Wintel opens a new chip shop
Microsoft and Intel reunite to build custom AI chips
Back in 2021, Intel made a dramatic strategic change to its business. Faced with the twin threats of companies such as Apple designing its own custom silicon, and making use of gun-for-hire foundries such as Taiwanbased TSMC to produce it, the company decided it could no longer simply design and produce its own wares.
CEO Pat Gelsinger made the dramatic decision to separate the two parts of the company, announcing that it would be opening up its fabs to anyone who needs chips manufacturing, just like its rival.
Two years on, the company has received perhaps the strongest signal yet that the pivot is paying off, as the company has inked a deal to produce custom AI chips with long-time partner Microsoft, thought to be worth around $15 billion.
The new chips are reportedly taking advantage of Intel’s 18A manufacturing process, which features a new way of building transistors, and a new method of moving electricity around inside chips, resulting in greater efficiencies.
“I don’t think it’s a big surprise that there’s [another] hyperscaler designing its own CPUs,” said Philip Kaye, co-founder of data-centre infrastructure firm
Vesper Technologies. “When they have specific workloads and they’re designing their accelerator to match their workloads, then they can do something very specific with that GPU or CPU.”
From Microsoft’s perspective, not only does it catch up with what rivals such as Apple, Amazon and Google are doing in terms of designing their own chips, it could have commercial advantages, too. By retaining the intellectual property of the processor designs, a company of Microsoft’s size is, according to Kaye, “able to design and put out a tender for somebody to manufacture those chips for you, rather than going and buying someone else’s IP in the market”.
“There must be a big cost saving there from doing that.”
The new chips, which could also benefit Microsoft’s AI ally OpenAI, also have a political benefit. Part of the motivation for the partnership appears to be the generous subsidies offered by the Chips Act, a US law designed to boost on-shore manufacturing that’s viewed as strategically important technology.
“The US government is definitely trying to subsidise US chip manufacturers, so they don’t have so much dependency on the Asian, Chinese and Taiwanese markets,” said Kaye.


• **To do**
Print the line containing "Describe the element at coordinates (285, 240)" and all lines after it to the end of the records below, exactly as written. No pictures.

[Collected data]
_ _ _

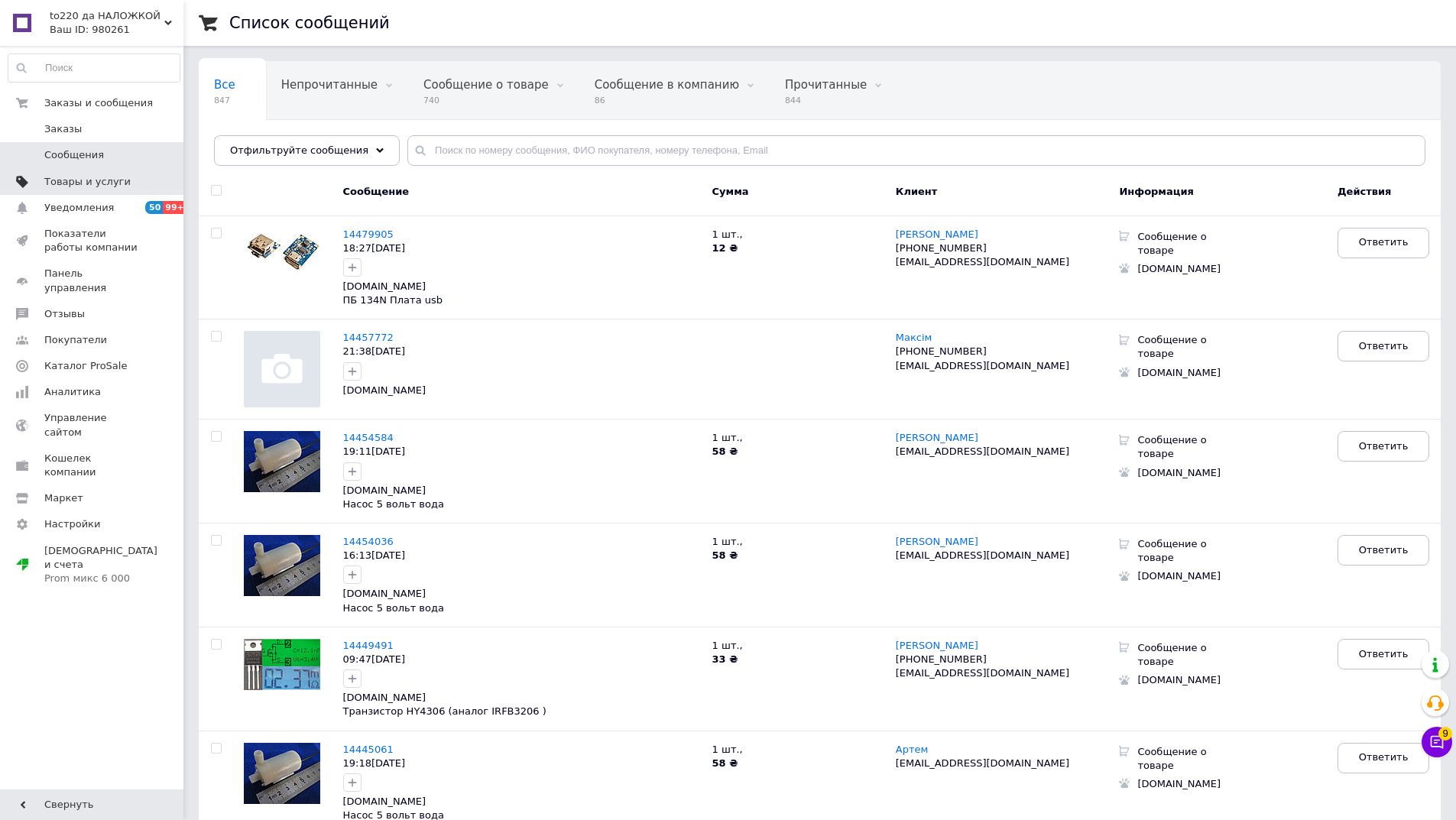 The image size is (1456, 820). What do you see at coordinates (368, 437) in the screenshot?
I see `span: 14454584` at bounding box center [368, 437].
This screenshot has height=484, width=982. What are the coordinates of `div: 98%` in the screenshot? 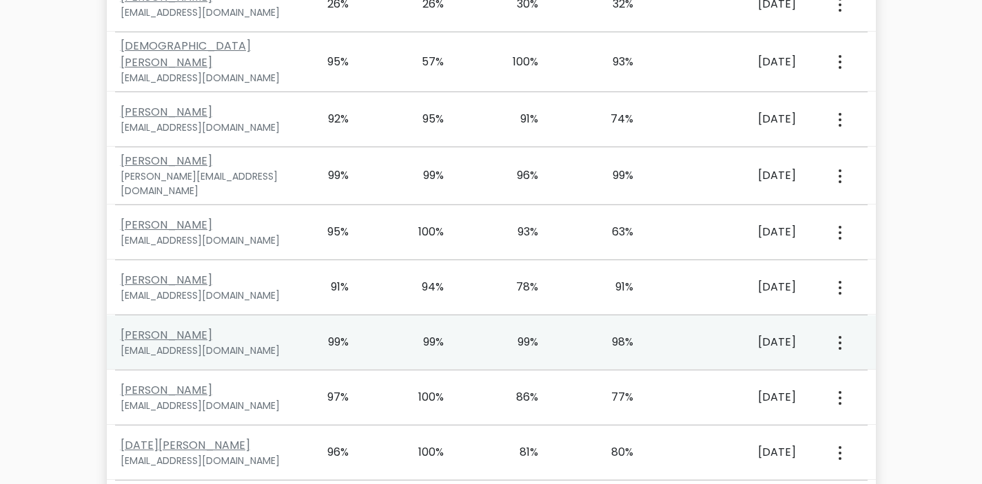 It's located at (613, 342).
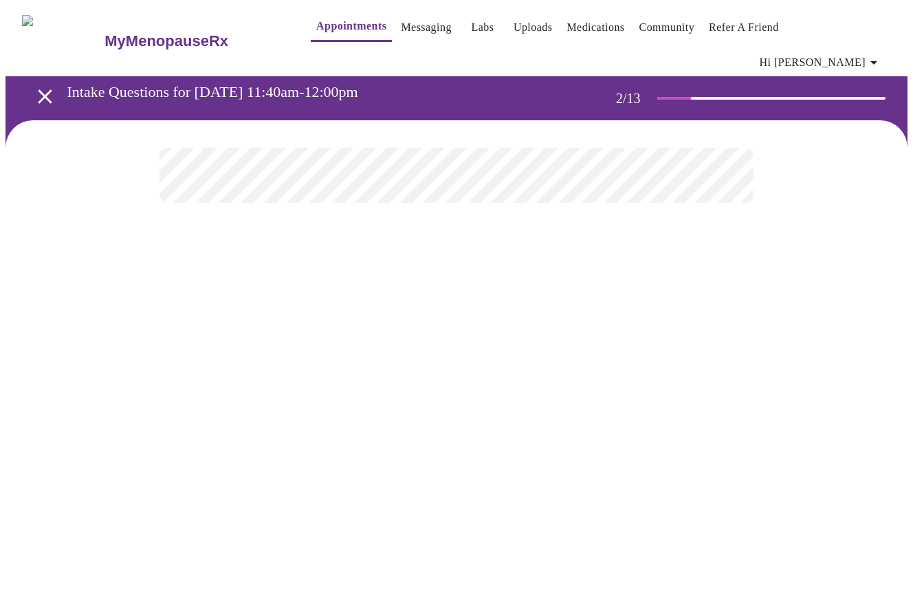 The height and width of the screenshot is (589, 913). What do you see at coordinates (596, 28) in the screenshot?
I see `button: Medications` at bounding box center [596, 28].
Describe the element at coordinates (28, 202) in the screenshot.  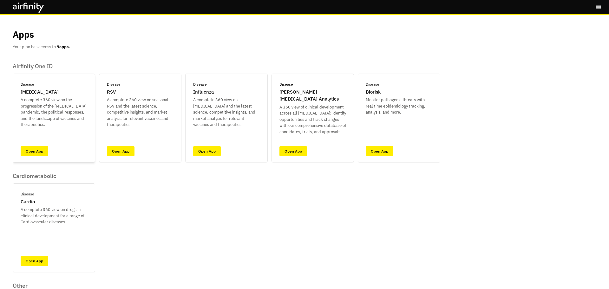
I see `p: Cardio` at that location.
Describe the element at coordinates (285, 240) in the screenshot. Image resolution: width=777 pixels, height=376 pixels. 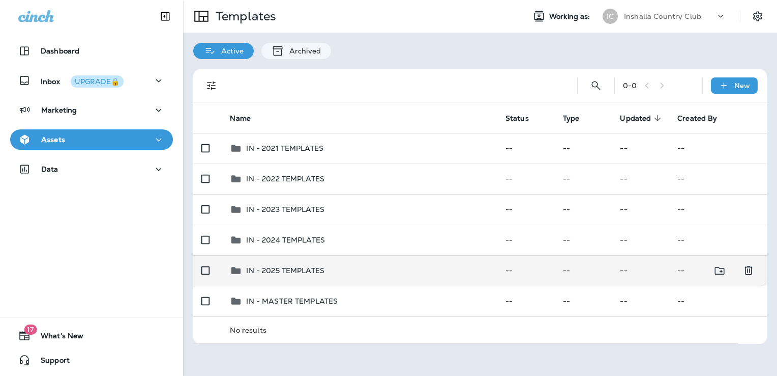
I see `p: IN - 2024 TEMPLATES` at that location.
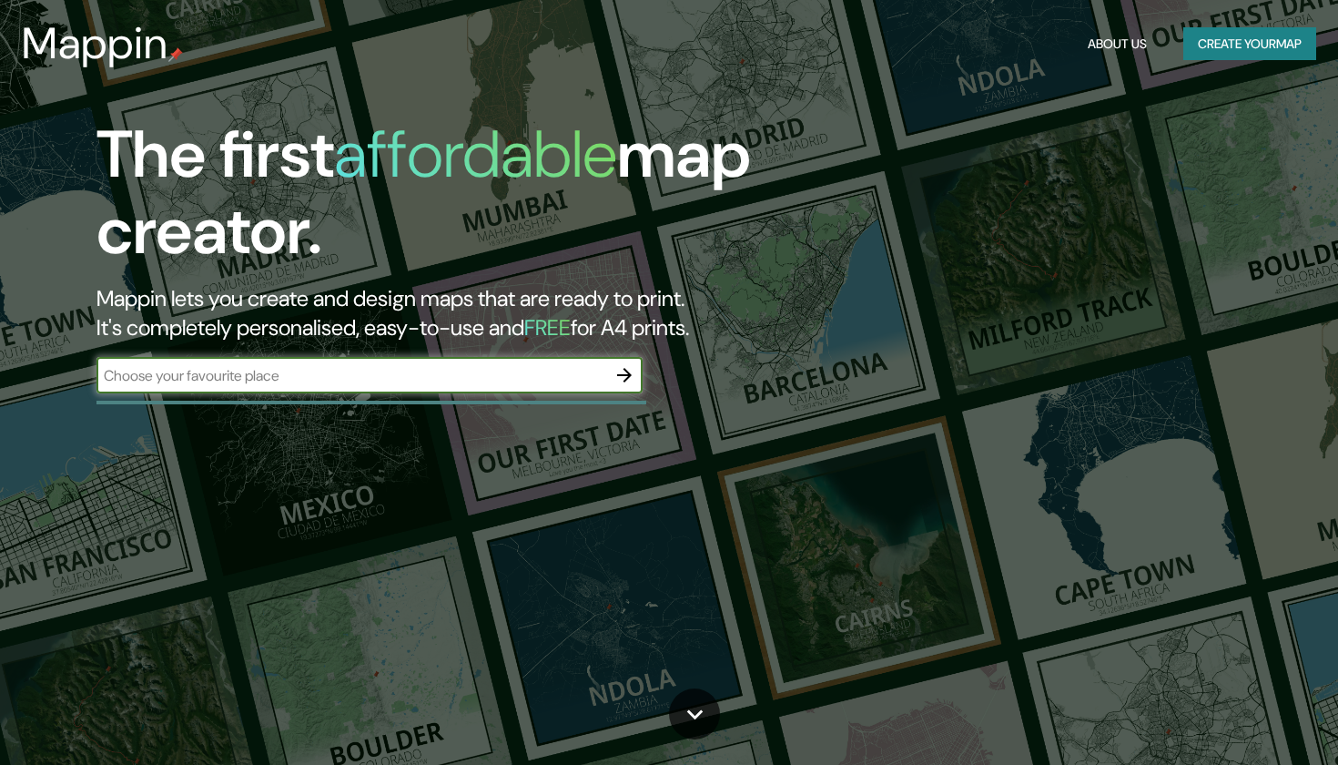 The image size is (1338, 765). I want to click on img: mappin-pin, so click(176, 55).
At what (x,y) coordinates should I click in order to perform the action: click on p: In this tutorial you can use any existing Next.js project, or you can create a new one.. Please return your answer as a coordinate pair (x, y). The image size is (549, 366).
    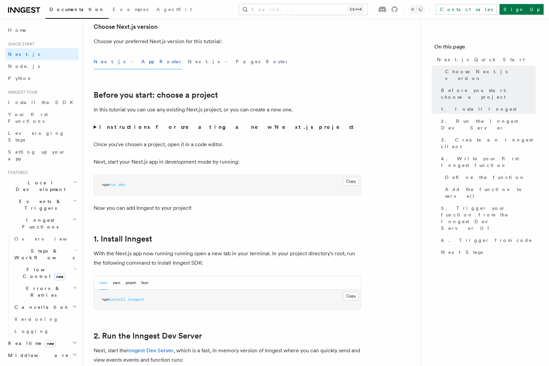
    Looking at the image, I should click on (227, 110).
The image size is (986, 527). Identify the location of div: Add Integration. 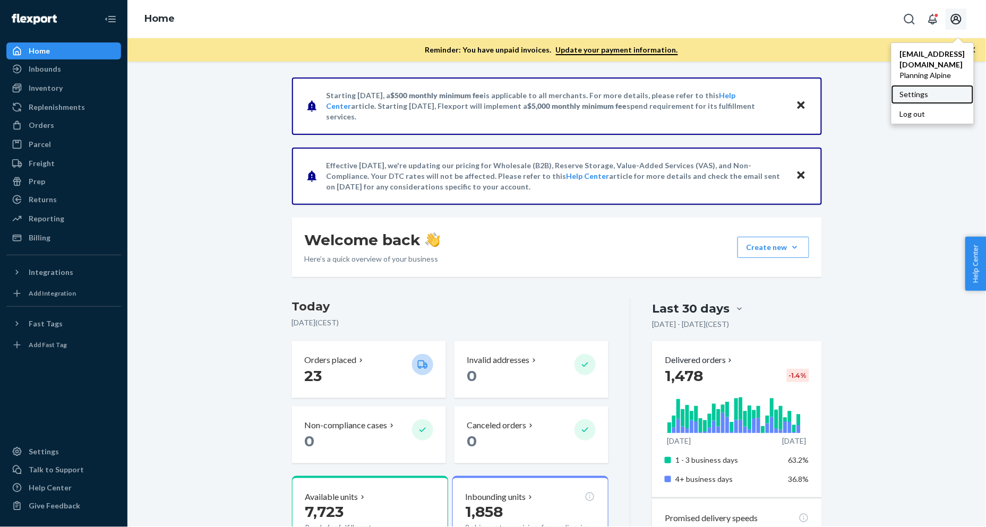
(52, 293).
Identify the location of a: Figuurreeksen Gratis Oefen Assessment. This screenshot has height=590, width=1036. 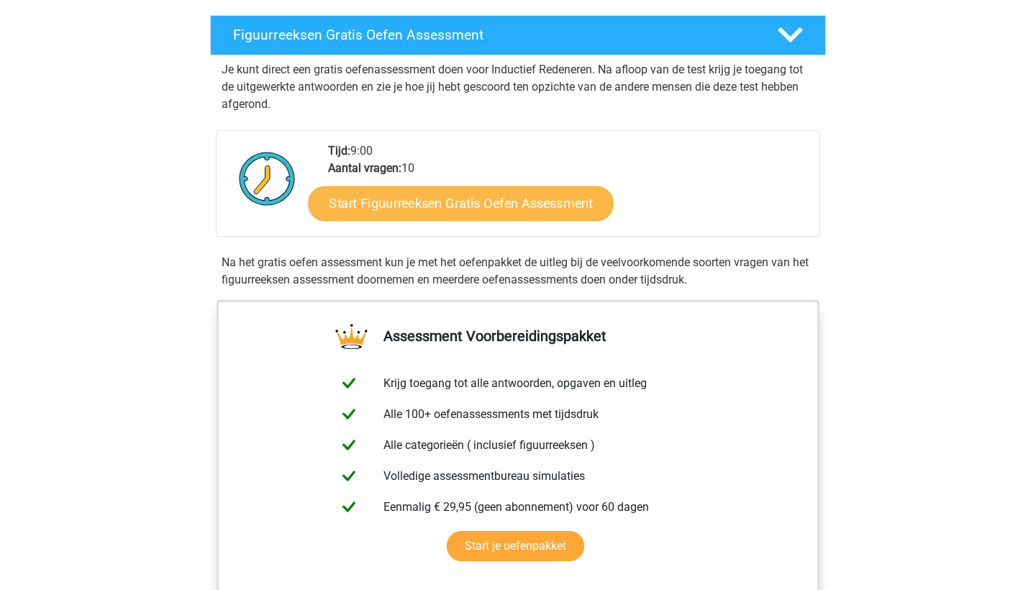
(518, 35).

_ _ _

• **Your response**
Describe the element at coordinates (285, 240) in the screenshot. Image resolution: width=777 pixels, height=376 pixels. 
I see `p: IN - 2024 TEMPLATES` at that location.
 The image size is (1338, 765). I want to click on img: mappin-pin, so click(176, 55).
At what (x,y) coordinates should I click in order to perform the action: click on p: In this tutorial you can use any existing Next.js project, or you can create a new one.. Please return your answer as a coordinate pair (x, y). The image size is (549, 366).
    Looking at the image, I should click on (227, 110).
The image size is (986, 527). Identify the location of div: Add Integration. 
(52, 293).
Identify the location of a: Figuurreeksen Gratis Oefen Assessment. This screenshot has height=590, width=1036. 
(518, 35).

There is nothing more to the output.